The day 1 Keynote at Hot Chips 2025 is titled Predictions for the Next Phase of AI by Noam Shazeer. Aside from authoring the transformer paper, Attention Is All You Need. He has also brought a multitude of things to the world, such as improving spelling checks in Google Search. He later built a chatbot that Google refused to release, causing him to leave Google. He started Character.AI, which Google did a $2.7B deal for sometime after Google realized it needed its own chatbot. Noam is now a co-lead at Google Gemini.
Google Predictions for the Next Phase of AI
We are not going to go into the entire keynote, instead, we will let folks watch that if they missed it. I wanted to highlight a few key takeaways. First, Noam thinks that language modeling is the best problem ever. To the point, there is a slide and a portion of the talk dedicated to this concept. Over a week later, and it was awesome to see how much passion he had for the topic.

He then went into “What LLMs want.” That almost made me think about how we say “more cores more better.” He was focused more on how more FLOPS are more better. That is important because as we get more parameters, more depth, nonlinearities and information flow help the scale of the LLMs, but can require more compute. More good training data also helps create better LLMs.

He also went into how in 2015 it was a big deal to train on 32 GPUs, but a decade later it can be hundreds of thousands of GPUs. Another neat tidbit is that he said in 2018, Google built the compute pods for AI. This was a big deal because before this, often Google engineers were running workloads on a thousand CPUs but then they would slow down and do other things like crawl the web. Having the big machine dedicated to deep learning/ AI workloads allowed for an enormous amount of performance.
That brings us to the big slide at a chip conference, What LLMs Want from Hardware.

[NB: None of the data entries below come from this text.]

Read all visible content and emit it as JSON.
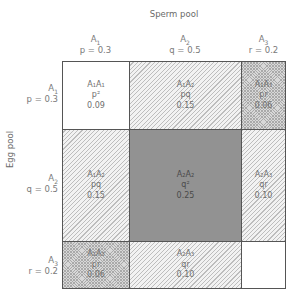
{
  "diagram": {
    "sperm_pool_label": "Sperm pool",
    "egg_pool_label": "Egg pool",
    "alleles": [
      {
        "name": "A",
        "sub": "1",
        "freq_label": "p = 0.3",
        "symbol": "p",
        "value": 0.3
      },
      {
        "name": "A",
        "sub": "2",
        "freq_label": "q = 0.5",
        "symbol": "q",
        "value": 0.5
      },
      {
        "name": "A",
        "sub": "3",
        "freq_label": "r = 0.2",
        "symbol": "r",
        "value": 0.2
      }
    ],
    "cells": [
      [
        {
          "genotype": "A₁A₁",
          "expr": "p²",
          "value": "0.09",
          "fill": "white"
        },
        {
          "genotype": "A₁A₂",
          "expr": "pq",
          "value": "0.15",
          "fill": "hatch"
        },
        {
          "genotype": "A₁A₃",
          "expr": "pr",
          "value": "0.06",
          "fill": "cross"
        }
      ],
      [
        {
          "genotype": "A₁A₂",
          "expr": "pq",
          "value": "0.15",
          "fill": "hatch"
        },
        {
          "genotype": "A₂A₂",
          "expr": "q²",
          "value": "0.25",
          "fill": "solid"
        },
        {
          "genotype": "A₂A₃",
          "expr": "qr",
          "value": "0.10",
          "fill": "hatch"
        }
      ],
      [
        {
          "genotype": "A₁A₃",
          "expr": "pr",
          "value": "0.06",
          "fill": "cross"
        },
        {
          "genotype": "A₂A₃",
          "expr": "qr",
          "value": "0.10",
          "fill": "hatch"
        },
        {
          "genotype": "",
          "expr": "",
          "value": "",
          "fill": "white"
        }
      ]
    ],
    "colors": {
      "border": "#555555",
      "solid_fill": "#929292",
      "hatch_line": "#bdbdbd",
      "cross_fill": "#d8d8d8",
      "text": "#7a7a7a"
    }
  }
}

The funny takeaway from this slide, and perhaps I was in the minority receiving it like this, is that more compute, memory capacity, memory, bandwidth, and more network bandwidth were all important for driving future generations of AI models. On the “all levels of heirarchy” that is not just DDR5 capacity and bandwidth, but also HBM, and on chip SRAM. Lower precision to help drive better use of those four was also seen as a good thing in many cases. Determinism helps make programming better.
Final Words
Even after re-watching the keynote some time later, I still think that the message boiled down to bigger faster everything in clusters would lead to gains in LLMs. That is probably good for Google and a number of other companies. If you were wondering about the “Thank you for the supercomputers!” slide, that was because growing the accelerators, networks, and scale of clusters has directly led to the current wave of AI becoming more useful than what was trained on those 32 GPUs clusters back in the day.
Frankly, my big takeaway is that a luminary in the space thinks more compute will lead to better AI models. It was also really neat to see someone so passionate about language modeling.

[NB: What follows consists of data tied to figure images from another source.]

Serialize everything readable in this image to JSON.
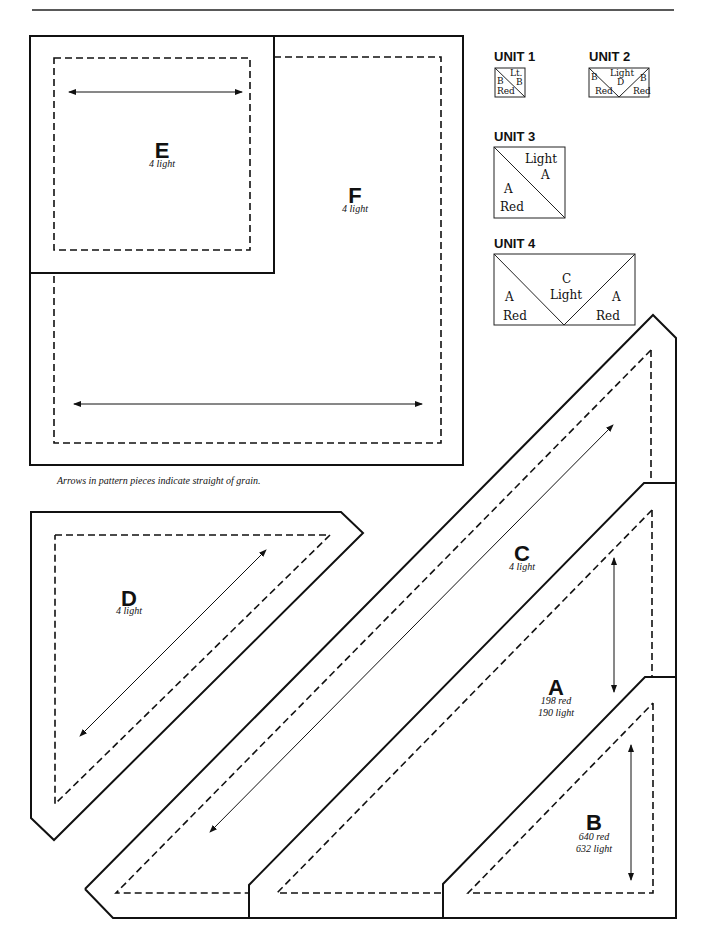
{
  "header": {
    "text": ""
  },
  "caption": "Arrows in pattern pieces indicate straight of grain.",
  "pieces": {
    "E": {
      "letter": "E",
      "qty": "4 light"
    },
    "F": {
      "letter": "F",
      "qty": "4 light"
    },
    "D": {
      "letter": "D",
      "qty": "4 light"
    },
    "C": {
      "letter": "C",
      "qty": "4 light"
    },
    "A": {
      "letter": "A",
      "qty1": "198 red",
      "qty2": "190 light"
    },
    "B": {
      "letter": "B",
      "qty1": "640 red",
      "qty2": "632 light"
    }
  },
  "units": [
    {
      "title": "UNIT 1",
      "labels": {
        "top": "Lt.",
        "right": "B",
        "left": "B",
        "bottom": "Red"
      }
    },
    {
      "title": "UNIT 2",
      "labels": {
        "center_top": "Light",
        "center": "D",
        "left": "B",
        "left_bottom": "Red",
        "right": "B",
        "right_bottom": "Red"
      }
    },
    {
      "title": "UNIT 3",
      "labels": {
        "top": "Light",
        "top_letter": "A",
        "left_letter": "A",
        "bottom": "Red"
      }
    },
    {
      "title": "UNIT 4",
      "labels": {
        "center_letter": "C",
        "center": "Light",
        "left_letter": "A",
        "left_bottom": "Red",
        "right_letter": "A",
        "right_bottom": "Red"
      }
    }
  ],
  "colors": {
    "line": "#111111",
    "background": "#ffffff"
  }
}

I’m surprised that light-tailed network latency wasn’t mentioned as an AI training requirement. Maybe there are asynchronous workarounds, but then determinacy is also mentioned as “REALLY nice to have.”
I see two emerging points of view: One is that the current approach to AI will scale to super intelligence with improvements in hardware; the other is that the current approach has reached a point of diminishing returns and will not progress beyond hallucinating chatbots no matter how much hardware improves.
Personally I have no idea what will happen next. For example, there is a possibility that even better models and training techniques will be discovered that avoid another AI winter.
I’d be curious to see a plot of # of parameters and LLM accuracy vs Cost over the last decade.
Because I suspect a lot of the More is Better folk would be surprised at the diminishing returns.
@Intone Searching for what you asked about returns some useful answers: “plot of # of parameters and LLM accuracy vs Cost over the last decade”.
In particular, see: “How Much Does It Cost to Train Frontier AI Models?”, Published Jun 03, 2024, Last updated Jan 13, 2025, Authors: Ben Cottier, Robi Rahman, Loredana Fattorini, Nestor Maslej, David Owen
The latest models are far better than early models, but use over a few trillion parameters, while much earlier models didn’t crack a billion. Cost is dropping extremely fast if you measure bang/buck but a much bigger bang is always sought, so the amount spent increases as more GPUs (and other hardware) is interconnected at higher speeds.
Some things aren’t as obvious as others, like understanding finer nuances, or reducing hallucinations; suggesting that it ought to have been correct in the first place misunderstands the answers the tiny models provide (interesting, and sometimes correct, but wanting for some point(s)).
The realm of diminishing returns is more confined to things like: DLSRs with the greatest diminishing returns, cellphones (with their slightly better screen, at twice the cost), laptops have the lowest spread of diminishing returns due to much greater competition.
If your not buying for multi-trillion parameters you’re looking at an uncertain future.